Date:Not Recorded
Description:
Jan Both (after)
View on the Tiber, Near the Ripa Grande, Rome
Oil on panel
454mm x 555mm
This painting is an exact copy of the painting View on the Tiber by Jan Both in the National Gallery, No 958. Jan Both was born in Utrecht around 1615-16 to Dirck Both, himself a glass-painter or engraver and perhaps Jan's first teacher. Subsequently, Jan and his brother Andries (1611/12-1641) probably both trained as painters in the studio of Abraham Bloemaert. Andries was the first to visit Italy around 1632, where Jan followed him around 1637/38; both lived in Rome until Andries' death by drowning in Venice in 1641, possibly on their way home to Utrecht. Jan Both remained at Utrecht for the rest of his life. Like his brother, who specialized in bambocciate or peasant scenes, Jan had also at first painted genre scenes until he discovered the work of Claude Lorraine and became a landscape painter in the Italianate style. Although he occasionally painted biblical and mythological scenes, his main works are realistic Italianate landscapes bathed in the warm glow of a Mediterranean evening, which were to become highly popular amongst northern European collectors and would influence the work of other Dutch landscape painters such as Aelbert Cuyp (who never visited Italy himself). In his later career Jan Both sometimes collaborated with other painters, especially with animal and figure painters, just as he may earlier have collaborated with his brother Andries, and with Claude, Poussin, Dughet and others during his stay in Rome. He also executed a number of landscape etchings. Jan Both died in Utrecht in 1652. During his lifetime, his paintings had been greatly sought after and served as an inspiration for other landscape artists. His work continued to be admired in the eighteenth century, but then became neglected from the second half of the nineteenth until the mid twentieth century. Critical reassessment of Jan Both's work only began in the 1960s.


The lines from the top of the listing through the one containing "The image size is (1315, 641)." are to be retyped exactly, with no other lines.

DATA FOR ANALYSIS
● ● ● ●
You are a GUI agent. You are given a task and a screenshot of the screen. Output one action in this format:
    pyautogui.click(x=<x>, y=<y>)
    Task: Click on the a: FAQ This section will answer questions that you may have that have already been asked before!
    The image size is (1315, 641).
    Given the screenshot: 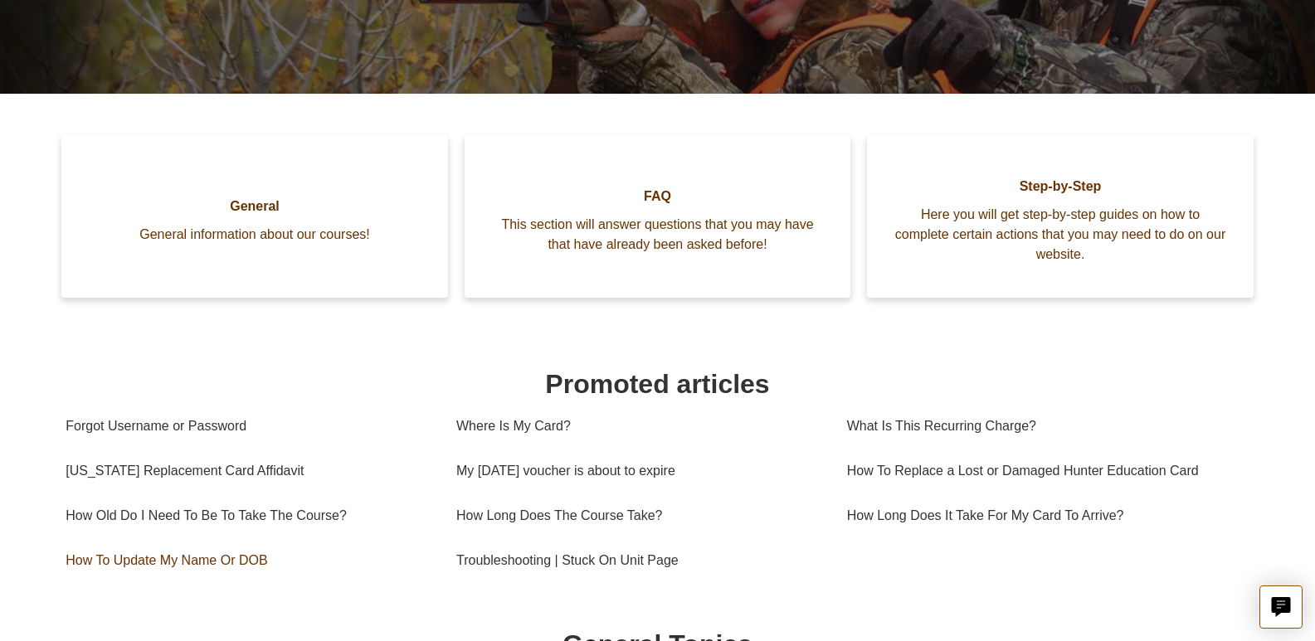 What is the action you would take?
    pyautogui.click(x=658, y=216)
    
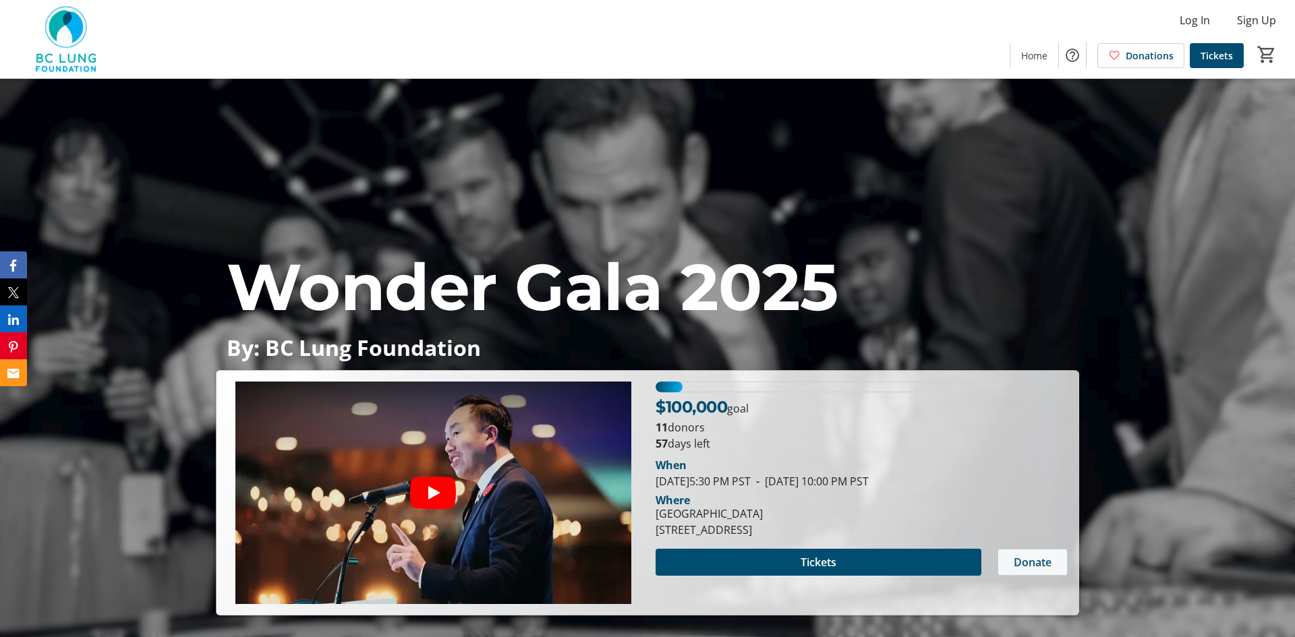 Image resolution: width=1295 pixels, height=637 pixels. Describe the element at coordinates (818, 563) in the screenshot. I see `button: Tickets` at that location.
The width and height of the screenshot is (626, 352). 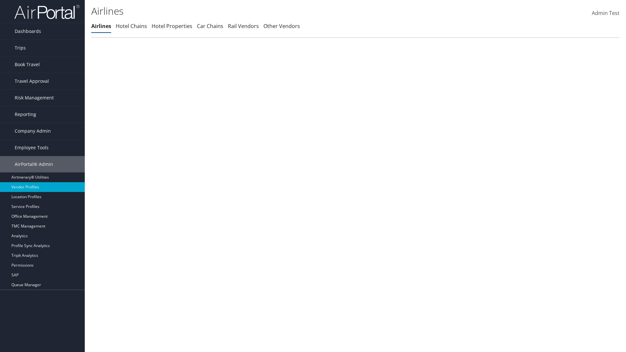 What do you see at coordinates (47, 12) in the screenshot?
I see `img: airportal-logo.png` at bounding box center [47, 12].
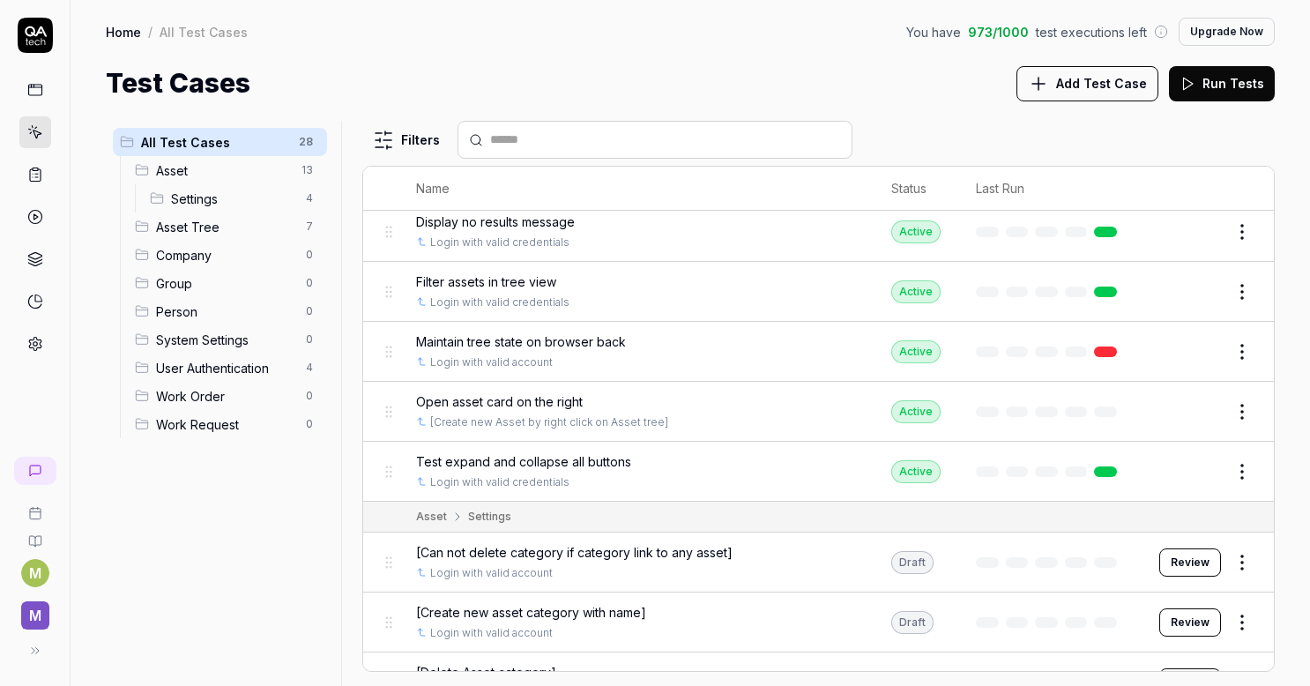  What do you see at coordinates (531, 612) in the screenshot?
I see `span: [Create new asset category with name]` at bounding box center [531, 612].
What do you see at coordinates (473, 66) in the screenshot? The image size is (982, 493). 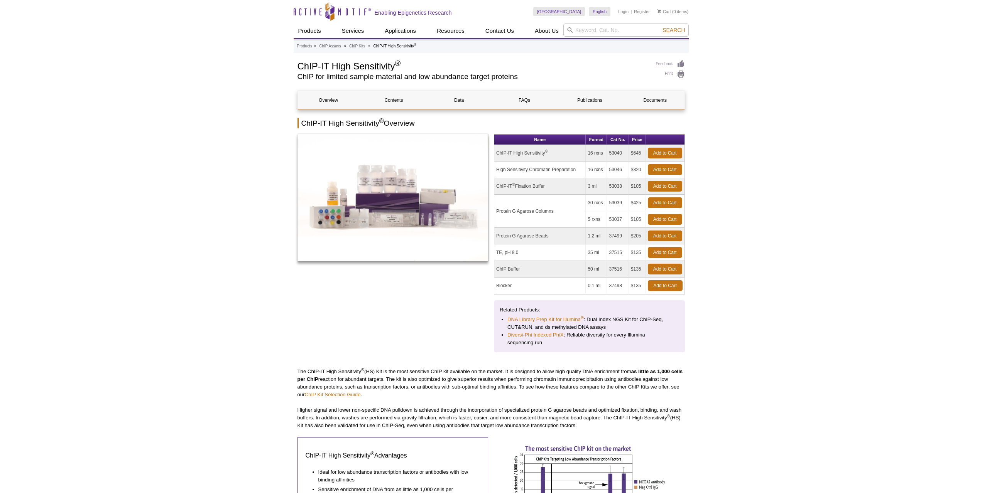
● ● ● ●
EXERCISE OUTPUT
You are a GUI agent. You are given a task and a screenshot of the screen. Output one action in this format:
    pyautogui.click(x=<x>, y=<y>)
    Task: Click on the a: FAQ This section will answer questions that you may have that have already been asked before!
    The image size is (1315, 641).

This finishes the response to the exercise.